The best (and probably only good thing) to come out of Ubuntu’s support for ZFS is the vote of confidence in favor of ZFS’s legality in-base from a major corporate entity. We can hope more distributions pick up on this, but I’m not holding my breath.
But legal issues and technicalities say nothing at all about the relative technical merit of ZFS (or any other file system).
> how many people use it as a filesystem for the linux root? Never seen anyone putting the main OS on zfs
Quite a lot of users, actually. There’s a significant community around ZFS, including an ecosystem of some robust tooling. ZFSBootMenu is evidence enough that people want to run root on ZFS, and that root on ZFS is both feasible and highly desirable.
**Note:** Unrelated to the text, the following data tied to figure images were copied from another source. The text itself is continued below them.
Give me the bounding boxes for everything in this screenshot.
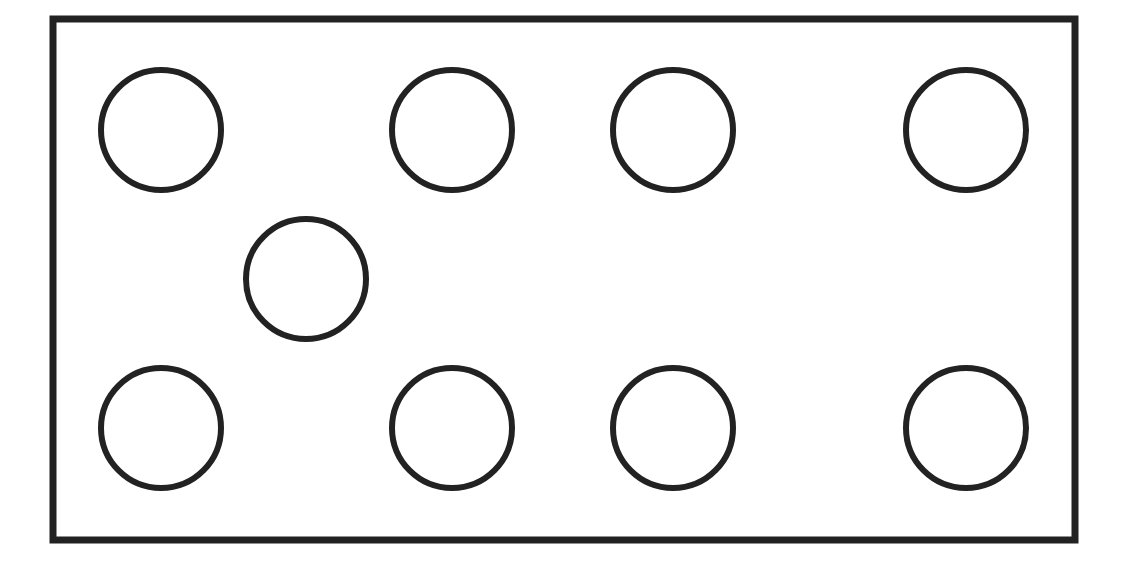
- circle-top-4: [906, 70, 1026, 190]
- circle-top-1: [101, 70, 221, 190]
- circle-top-2: [392, 70, 512, 190]
- frame-rectangle: [53, 19, 1075, 540]
- circle-bottom-1: [101, 368, 221, 488]
- circle-group: [101, 70, 1026, 488]
- circle-top-3: [613, 70, 733, 190]
- circle-middle-1: [246, 219, 366, 339]
- circle-bottom-3: [613, 368, 733, 488]
- circle-bottom-4: [906, 368, 1026, 488]
- circle-bottom-2: [392, 368, 512, 488]
- diagram-canvas: [0, 0, 1127, 566]
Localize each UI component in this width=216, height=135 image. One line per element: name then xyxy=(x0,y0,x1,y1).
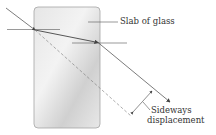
displacement-label-line1: Sideways xyxy=(151,106,192,115)
refraction-diagram: Slab of glass Sideways displacement xyxy=(0,0,216,135)
incident-ray xyxy=(6,8,35,30)
glass-slab xyxy=(34,7,100,128)
emergent-ray xyxy=(98,43,170,103)
slab-label: Slab of glass xyxy=(120,17,175,26)
displacement-label-line2: displacement xyxy=(147,116,205,125)
displacement-label-leader xyxy=(143,102,150,110)
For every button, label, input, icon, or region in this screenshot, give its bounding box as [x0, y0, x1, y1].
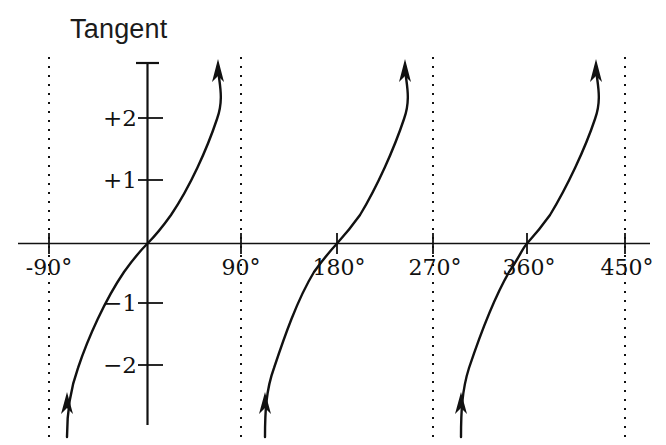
y-axis-label-minus-2: −2: [103, 352, 137, 378]
x-axis-label--90: -90°: [26, 255, 72, 280]
tangent-graph-figure: Tangent: [0, 0, 666, 445]
x-axis-label-180: 180°: [313, 255, 366, 280]
y-axis-label-plus-2: +2: [103, 105, 137, 131]
x-axis-label-360: 360°: [503, 255, 556, 280]
curve-arrowheads: [61, 59, 602, 414]
x-axis-label-270: 270°: [409, 255, 462, 280]
tangent-branch-3: [461, 66, 599, 437]
tangent-branch-1: [67, 66, 221, 437]
y-axis-label-minus-1: −1: [103, 290, 137, 316]
x-axis-label-450: 450°: [601, 255, 654, 280]
x-axis-label-90: 90°: [222, 255, 261, 280]
y-axis-label-plus-1: +1: [103, 167, 137, 193]
tangent-plot-canvas: [0, 0, 666, 445]
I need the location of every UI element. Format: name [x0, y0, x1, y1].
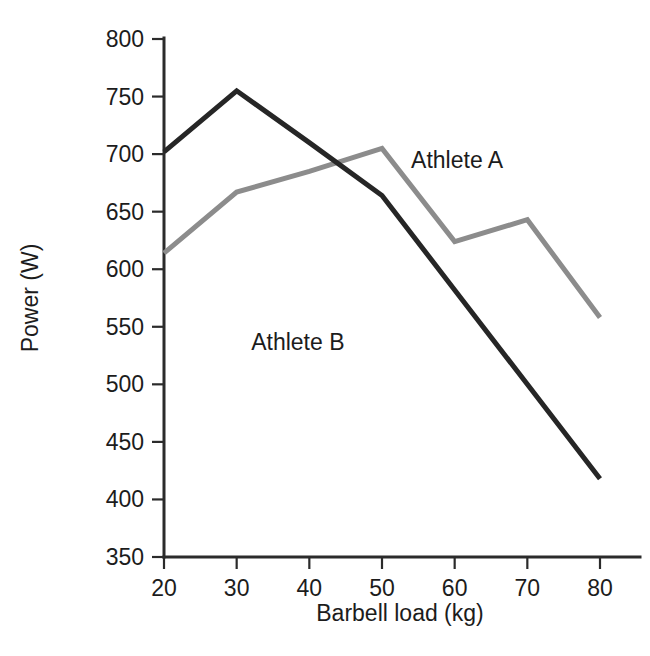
y-tick-label-500: 500 [106, 371, 144, 397]
chart-figure: 350400450500550600650700750800 203040506… [0, 0, 650, 656]
y-axis-title: Power (W) [17, 244, 43, 353]
x-axis-title: Barbell load (kg) [316, 600, 483, 626]
series-label-athlete-a: Athlete A [411, 147, 504, 173]
y-tick-label-650: 650 [106, 199, 144, 225]
series-label-athlete-b: Athlete B [251, 329, 344, 355]
x-tick-label-40: 40 [297, 575, 323, 601]
series-line-athlete-a [164, 148, 600, 317]
x-axis-ticks [164, 557, 600, 569]
y-tick-label-450: 450 [106, 429, 144, 455]
y-tick-label-400: 400 [106, 486, 144, 512]
y-tick-label-700: 700 [106, 141, 144, 167]
y-tick-label-350: 350 [106, 544, 144, 570]
line-chart-canvas: 350400450500550600650700750800 203040506… [0, 0, 650, 656]
y-tick-label-600: 600 [106, 256, 144, 282]
x-tick-label-20: 20 [151, 575, 177, 601]
y-axis-tick-labels: 350400450500550600650700750800 [106, 26, 144, 570]
x-axis-tick-labels: 20304050607080 [151, 575, 613, 601]
y-tick-label-800: 800 [106, 26, 144, 52]
x-tick-label-30: 30 [224, 575, 250, 601]
series-group [164, 91, 600, 479]
x-tick-label-60: 60 [442, 575, 468, 601]
x-tick-label-80: 80 [587, 575, 613, 601]
y-tick-label-550: 550 [106, 314, 144, 340]
y-tick-label-750: 750 [106, 84, 144, 110]
x-tick-label-50: 50 [369, 575, 395, 601]
x-tick-label-70: 70 [515, 575, 541, 601]
y-axis-ticks [152, 39, 164, 557]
Compare its feature list to what you can achieve with root-on-Btrfs, and ZFS pretty handily comes out ahead as the more powerful file system in terms of real world administrative capabilities.
[1] https://blog.hansenpartnership.com/are-gplv2-and-cddl-incomp...
intuxikated|3 years ago
mustache_kimono|3 years ago
“I can’t believe Nixon won. I don’t know anyone who voted for him.” -- Pauline Kael
I use ZFS on root. Know lots of people who do. Might be your bubble?